Why thanks for the suggestion, that’s very kind. I just read it - in fact I think I read this early on in my research on scruffies v neats.

My takeaway now is the same, sadly. It’s not so much that I disagree with his premises that I find his whole attitude and conclusion to be a preposterous artifact of ego inflation after helping found a line of research that was much more productive than people thought it would be. I get it, that’s very exciting, but I need way more evidence than that to completely abandon self-conscious structured reasoning in my conception of a good AGI, much less the human mind. Like this:

  This is a big lesson. As a field, we still have not thoroughly learned it, as we are continuing to make the same kind of mistakes.
This is just arrogance. You don’t see this among philosophers or social scientists, who recognize that rhetoric is more than the cherry on top of science, and that this sort of confidence is dangerous. To see “designing things by hand” as a categorical “mistake” is just… that’s a hot take.

But either way we’re all on the same side. Despite my harsh words I’m glad he helped pave the way LLMs, which are the biggest unexpected breakthrough in our lifetimes IMO. Which understandably makes people confident

couchand
2 replies
4d21h

This is a great story that highlights how human beings working together can reveal new insights. I love how the author covers each individual's contribution to the discovery.

It's also interesting to see how critical the human element of this story is, and how incidental the "AI" piece is. A computer system employed statistics to exploit (but not comprehend) a pattern in a high-dimensional dataset. This led researchers to examine the relevant dimensions using traditional data visualization tools.

Once the nature of the pattern was characterized, other mathematicians were able to use their insight to find deep connections to other areas. These interconnections are now blossoming.

naasking
0 replies
4d4h

A computer system employed statistics to exploit (but not comprehend) a pattern in a high-dimensional dataset.

Nitpick: I don't like this phrasing because there are degrees of comprehension, and understanding that two or more things are correlated in specific ways is a form of comprehension. "Exploit but not explain" is a better phrasing IMO.

bbor
0 replies
4d20h

The title is obviously clickbait, but the idea a good one I hope some of the scientists here take away from this: “using AI” is about identifying things it can do that you could never hope to, usually for reasons of scale or complexity. LLM-based systems will revolutionize the day-to-day of science IMO, but that doesn’t mean that they’re replacing human reasoning faculties.

notfed
1 replies
4d15h

"found with AI" is the new "made in Rust"?

weebull
0 replies
4d5h

"Made in rust." is dying off?

lwansbrough
1 replies
4d11h

So might this be a precursor to cracking ECC?
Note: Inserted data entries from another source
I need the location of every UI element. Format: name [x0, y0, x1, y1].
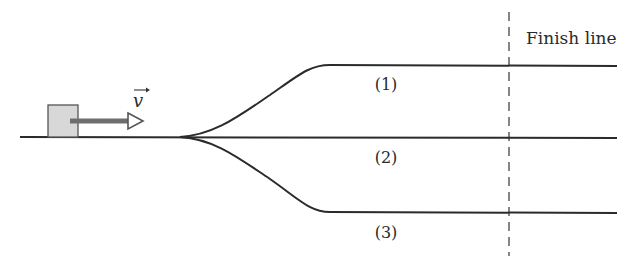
velocity-arrow-icon [70, 113, 143, 129]
track-1 [180, 65, 617, 137]
track-label-1: (1) [375, 75, 398, 94]
track-diagram: Finish line v (1) (2) (3) [0, 0, 635, 266]
track-2 [20, 137, 617, 138]
track-3 [180, 137, 617, 213]
diagram-canvas: Finish line v (1) (2) (3) [0, 0, 635, 266]
velocity-label: v [133, 90, 143, 111]
finish-line-label: Finish line [526, 28, 617, 48]
track-label-3: (3) [375, 223, 398, 242]
track-label-2: (2) [375, 148, 398, 167]
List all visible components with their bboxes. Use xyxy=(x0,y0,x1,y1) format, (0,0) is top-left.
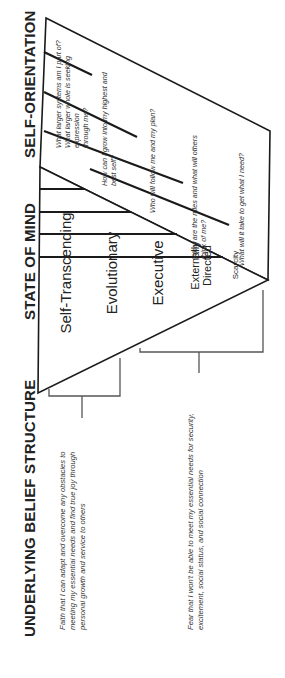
brackets xyxy=(0,0,285,678)
belief-faith: Faith that I can adapt and overcome any … xyxy=(58,420,88,630)
bracket-upper-states xyxy=(49,358,120,396)
bracket-lower-states xyxy=(140,290,263,352)
belief-diagram: SELF-ORIENTATION STATE OF MIND UNDERLYIN… xyxy=(0,0,285,678)
belief-fear: Fear that I won't be able to meet my ess… xyxy=(186,390,206,630)
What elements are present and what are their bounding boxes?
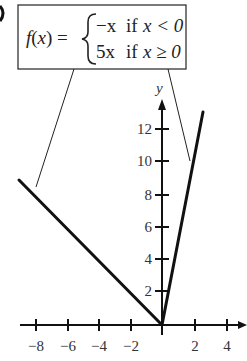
svg-text:4: 4 [145,251,153,267]
piecewise-graph: f(x) = −x if x < 0 5x if x ≥ 0 y −8 −6 −… [0,0,247,361]
x-tick-labels: −8 −6 −4 −2 2 4 [28,338,231,354]
svg-text:2: 2 [191,338,199,354]
formula-case-1: −x [96,15,117,36]
svg-text:−4: −4 [91,338,107,354]
formula-case-1-condition: x < 0 [142,15,184,36]
leader-line-left [36,69,74,187]
formula-case-2: 5x [96,41,116,62]
series-5x-line [162,112,203,325]
svg-text:8: 8 [145,187,153,203]
svg-text:4: 4 [223,338,231,354]
series-neg-x-line [19,180,162,325]
formula-case-2-condition: x ≥ 0 [142,41,181,62]
svg-text:10: 10 [137,153,152,169]
formula-lhs: f(x) = [26,27,68,49]
formula-case-1-cond: if [126,15,138,36]
leader-line-right [168,69,190,161]
svg-text:2: 2 [145,283,153,299]
formula-case-2-cond: if [126,41,138,62]
svg-text:−6: −6 [60,338,76,354]
svg-text:12: 12 [137,121,152,137]
y-axis-arrow-icon [158,99,166,110]
y-tick-labels: 2 4 6 8 10 12 [137,121,153,299]
x-axis-arrow-icon [238,321,247,329]
partial-label-glyph [0,6,3,21]
y-axis-label: y [154,80,163,96]
svg-text:−8: −8 [28,338,44,354]
svg-text:−2: −2 [123,338,139,354]
svg-text:6: 6 [145,219,153,235]
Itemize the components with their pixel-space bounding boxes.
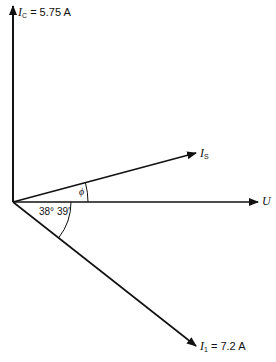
i1-subscript: 1: [204, 346, 208, 353]
label-is: IS: [200, 147, 209, 160]
label-u: U: [262, 195, 271, 207]
ic-subscript: C: [22, 12, 27, 19]
phasor-i1: [13, 202, 196, 346]
phi-angle-arc: [85, 183, 88, 202]
ic-value: = 5.75 A: [30, 6, 71, 18]
phi-label: ϕ: [79, 187, 84, 197]
phasor-diagram: [0, 0, 276, 362]
phasor-is: [13, 153, 196, 202]
is-subscript: S: [204, 153, 209, 160]
theta-label: 38° 39′: [39, 207, 70, 217]
label-ic: IC = 5.75 A: [18, 6, 71, 19]
label-i1: I1 = 7.2 A: [200, 340, 246, 353]
i1-value: = 7.2 A: [211, 340, 246, 352]
u-symbol: U: [262, 194, 271, 208]
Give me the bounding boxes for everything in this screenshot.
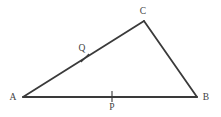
vertex-label-A: A [10, 92, 17, 102]
triangle-diagram-canvas: A B C P Q [0, 0, 221, 117]
figure-background [0, 0, 221, 117]
point-label-Q: Q [79, 43, 86, 53]
vertex-label-C: C [140, 6, 146, 16]
point-label-P: P [109, 102, 114, 112]
vertex-label-B: B [203, 92, 209, 102]
geometry-figure: A B C P Q [0, 0, 221, 117]
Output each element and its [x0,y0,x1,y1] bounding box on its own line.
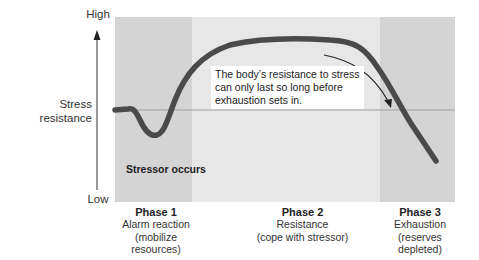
phase2-label: Phase 2 Resistance (cope with stressor) [240,206,365,243]
callout-line-3: exhaustion sets in. [215,94,360,107]
phase1-line1: Alarm reaction [110,218,202,231]
y-axis-title: Stress resistance [20,97,92,125]
stressor-label: Stressor occurs [126,163,206,175]
phase2-line2: (cope with stressor) [240,231,365,244]
phase3-label: Phase 3 Exhaustion (reserves depleted) [375,206,465,256]
callout-line-2: can only last so long before [215,81,360,94]
y-low-label: Low [78,193,118,205]
phase1-title: Phase 1 [110,206,202,218]
arrow-head-icon [384,99,392,108]
callout-text: The body’s resistance to stress can only… [211,66,364,109]
phase3-line3: depleted) [375,243,465,256]
phase3-title: Phase 3 [375,206,465,218]
phase1-line3: resources) [110,243,202,256]
phase3-line2: (reserves [375,231,465,244]
y-axis-title-line1: Stress [20,97,92,111]
phase1-line2: (mobilize [110,231,202,244]
phase2-title: Phase 2 [240,206,365,218]
phase3-line1: Exhaustion [375,218,465,231]
y-axis-arrow-icon [94,30,101,40]
y-axis-title-line2: resistance [20,111,92,125]
callout-line-1: The body’s resistance to stress [215,68,360,81]
phase1-label: Phase 1 Alarm reaction (mobilize resourc… [110,206,202,256]
y-high-label: High [78,8,118,20]
phase2-line1: Resistance [240,218,365,231]
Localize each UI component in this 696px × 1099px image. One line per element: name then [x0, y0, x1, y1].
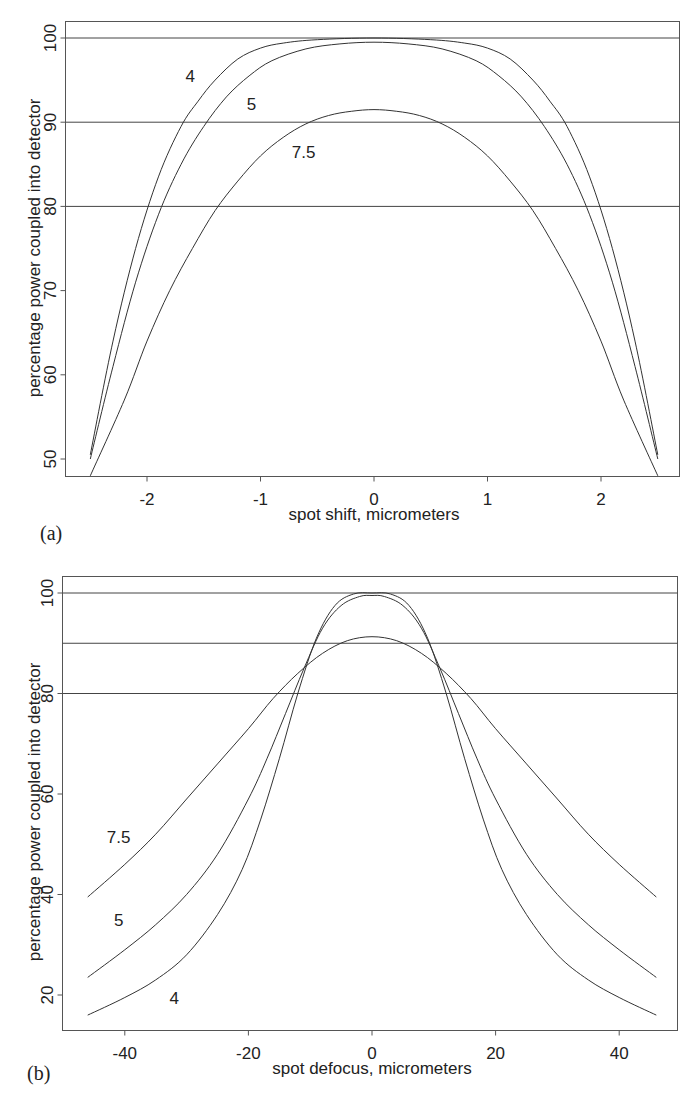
y-tick-label: 20 — [38, 986, 57, 1005]
panel-a-x-axis-label: spot shift, micrometers — [289, 505, 460, 524]
curve-label-5: 5 — [247, 95, 256, 114]
y-tick-label: 100 — [38, 579, 57, 607]
y-tick-label: 50 — [41, 450, 60, 469]
x-tick-label: -2 — [139, 490, 154, 509]
panel-a-curves — [90, 38, 658, 476]
panel-a-curve-labels: 457.5 — [185, 67, 315, 162]
x-tick-label: 20 — [486, 1044, 505, 1063]
curve-7-5 — [90, 110, 658, 476]
curve-5 — [90, 42, 658, 459]
curve-label-7-5: 7.5 — [107, 828, 131, 847]
panel-b-y-axis-label: percentage power coupled into detector — [25, 662, 44, 961]
curve-5 — [88, 595, 657, 977]
panel-b-reference-lines — [63, 593, 678, 694]
curve-label-7-5: 7.5 — [292, 143, 316, 162]
x-tick-label: -20 — [236, 1044, 261, 1063]
curve-4 — [90, 38, 658, 455]
curve-7-5 — [88, 637, 657, 897]
x-tick-label: -40 — [113, 1044, 138, 1063]
curve-label-4: 4 — [185, 67, 194, 86]
panel-b-curves — [88, 593, 657, 1015]
panel-b-chart: 20406080100 -40-2002040 7.554 percentage… — [25, 577, 678, 1086]
figure: 5060708090100 -2-1012 457.5 percentage p… — [0, 0, 696, 1099]
panel-b-label: (b) — [27, 1062, 50, 1085]
curve-label-4: 4 — [170, 989, 179, 1008]
x-tick-label: -1 — [253, 490, 268, 509]
x-tick-label: 2 — [596, 490, 605, 509]
panel-b-plot-frame — [63, 577, 678, 1031]
panel-a-label: (a) — [40, 522, 62, 545]
curve-label-5: 5 — [114, 911, 123, 930]
x-tick-label: 40 — [610, 1044, 629, 1063]
panel-a-chart: 5060708090100 -2-1012 457.5 percentage p… — [25, 22, 680, 546]
curve-4 — [88, 593, 657, 1015]
y-tick-label: 100 — [41, 24, 60, 52]
panel-a-y-axis-label: percentage power coupled into detector — [25, 98, 44, 397]
panel-b-x-axis-label: spot defocus, micrometers — [272, 1059, 471, 1078]
panel-a-plot-frame — [66, 22, 680, 477]
panel-b-curve-labels: 7.554 — [107, 828, 179, 1008]
panel-a-y-axis: 5060708090100 — [41, 24, 66, 469]
panel-a-reference-lines — [66, 38, 680, 206]
x-tick-label: 1 — [483, 490, 492, 509]
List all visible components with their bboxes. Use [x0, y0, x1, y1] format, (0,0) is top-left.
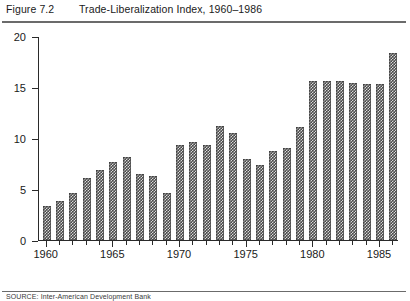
x-axis-tick: [59, 241, 60, 245]
x-axis-label: 1975: [233, 248, 257, 260]
x-axis-label: 1965: [100, 248, 124, 260]
figure-header: Figure 7.2 Trade-Liberalization Index, 1…: [0, 0, 410, 22]
bar: [69, 193, 77, 240]
y-axis-label: 10: [14, 133, 26, 145]
bar: [363, 84, 371, 240]
x-axis-tick: [339, 241, 340, 245]
y-axis-label: 20: [14, 31, 26, 43]
bar: [56, 201, 64, 240]
bar: [243, 159, 251, 240]
header-divider: [2, 21, 406, 23]
bar: [123, 157, 131, 240]
footer-divider: [2, 291, 406, 292]
bar: [389, 53, 397, 240]
bar: [176, 145, 184, 240]
x-axis-tick: [179, 241, 180, 247]
x-axis-tick: [206, 241, 207, 245]
x-axis-label: 1985: [367, 248, 391, 260]
page-title: Trade-Liberalization Index, 1960–1986: [79, 3, 262, 15]
x-axis-tick: [392, 241, 393, 245]
x-axis-tick: [46, 241, 47, 247]
bar: [349, 83, 357, 240]
bar: [136, 174, 144, 240]
bar: [203, 145, 211, 240]
bar: [163, 193, 171, 240]
bar: [96, 170, 104, 240]
x-axis-tick: [246, 241, 247, 247]
x-axis-tick: [232, 241, 233, 245]
x-axis-label: 1960: [33, 248, 57, 260]
bar: [109, 162, 117, 240]
x-axis-tick: [366, 241, 367, 245]
bar: [256, 165, 264, 240]
x-axis-tick: [112, 241, 113, 247]
x-axis-tick: [299, 241, 300, 245]
bar: [336, 81, 344, 240]
y-axis-tick: [32, 241, 38, 242]
bar-chart: 05101520 196019651970197519801985: [38, 37, 398, 241]
x-axis-tick: [379, 241, 380, 247]
x-axis-tick: [72, 241, 73, 245]
x-axis-line: [38, 240, 398, 241]
x-axis-tick: [312, 241, 313, 247]
y-axis-label: 5: [20, 184, 26, 196]
y-axis-tick: [32, 139, 38, 140]
figure-number: Figure 7.2: [6, 3, 54, 15]
x-axis-tick: [126, 241, 127, 245]
bar: [216, 126, 224, 240]
x-axis-tick: [219, 241, 220, 245]
y-axis-tick: [32, 88, 38, 89]
bar: [309, 81, 317, 240]
bar: [189, 142, 197, 240]
x-axis-label: 1970: [167, 248, 191, 260]
x-axis-tick: [352, 241, 353, 245]
y-axis-tick: [32, 37, 38, 38]
bar: [269, 151, 277, 240]
x-axis-tick: [152, 241, 153, 245]
x-axis-tick: [166, 241, 167, 245]
bar: [229, 133, 237, 240]
bar: [149, 176, 157, 240]
y-axis-label: 0: [20, 235, 26, 247]
x-axis-tick: [192, 241, 193, 245]
x-axis-label: 1980: [300, 248, 324, 260]
x-axis-tick: [99, 241, 100, 245]
y-axis-tick: [32, 190, 38, 191]
bar: [376, 84, 384, 240]
bar: [83, 178, 91, 240]
bar: [296, 127, 304, 240]
x-axis-tick: [326, 241, 327, 245]
x-axis-tick: [272, 241, 273, 245]
x-axis-tick: [259, 241, 260, 245]
x-axis-tick: [139, 241, 140, 245]
source-note: SOURCE: Inter-American Development Bank: [6, 293, 151, 301]
x-axis-tick: [286, 241, 287, 245]
y-axis-label: 15: [14, 82, 26, 94]
bar-series: [39, 37, 398, 240]
bar: [283, 148, 291, 240]
bar: [323, 81, 331, 240]
bar: [43, 206, 51, 240]
x-axis-tick: [86, 241, 87, 245]
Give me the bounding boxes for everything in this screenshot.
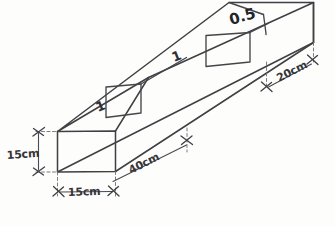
left-end-face-outline	[58, 131, 116, 172]
ratio-label-middle: 1	[170, 47, 184, 64]
width-dimension-label: 15cm	[68, 185, 101, 199]
partition-1	[106, 84, 141, 118]
length-dimension-label: 40cm	[126, 150, 161, 176]
height-dimension-group: 15cm	[6, 128, 57, 176]
prism-drawing: 15cm 15cm 40cm 20cm 1	[0, 0, 335, 226]
prism-body	[58, 3, 314, 173]
ratio-labels: 1 1 0.5	[94, 4, 258, 115]
ratio-label-right: 0.5	[227, 4, 258, 29]
width-dimension-group: 15cm	[53, 172, 119, 199]
length-dimension-group: 40cm	[113, 128, 193, 182]
depth-tick-right	[307, 55, 318, 65]
depth-dimension-group: 20cm	[261, 43, 318, 92]
depth-tick-left	[261, 82, 272, 92]
depth-dimension-label: 20cm	[274, 58, 309, 84]
partition-2	[206, 33, 250, 67]
bottom-front-edge	[116, 43, 314, 172]
sketch-page: 15cm 15cm 40cm 20cm 1	[0, 0, 335, 226]
front-face-outline	[58, 3, 314, 173]
height-dimension-label: 15cm	[6, 147, 39, 162]
length-tick-right	[181, 136, 193, 145]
Assume they go on to find a formula which defines the relationship between a_p and rank, what does that actually achieve?

omidHeravi
0 replies
4d8h

Next thing you know, it’s solved the discrete log problem and the rest of the millennium problems.

billiam
1 replies
4d17h

The article is actually a great illustration of how far ahead of machine learning humans remain in their ability to collaborate and make intuitive connections (the AI contribution was minimal). Which LLM is going to say, hey this pattern looks like the birds out my window, or the problem I worked on years ago and never got anywhere, or I must send a competing LLM a preprint of my paper?

naasking
0 replies
4d4h

Which LLM is going to say, hey this pattern looks like the birds out my window, or the problem I worked on years ago and never got anywhere, or I must send a competing LLM a preprint of my paper?

They might never say that, but the model has a good chance of containing that association because learning is compression. If two things have the same patterns, they will likely be tied to the same networks in the model, because that's just how good compression works.

carlossouza
0 replies
4d14h

Sutherland was impressed by the significant dose of luck that had led to the discovery of murmurations.

Talented people + hard work… + LUCK!

Even then, the murmurations were only found because of Pozdnyakov’s inexperience.

Also, fresh inexperienced eyes to see what experts would dismiss!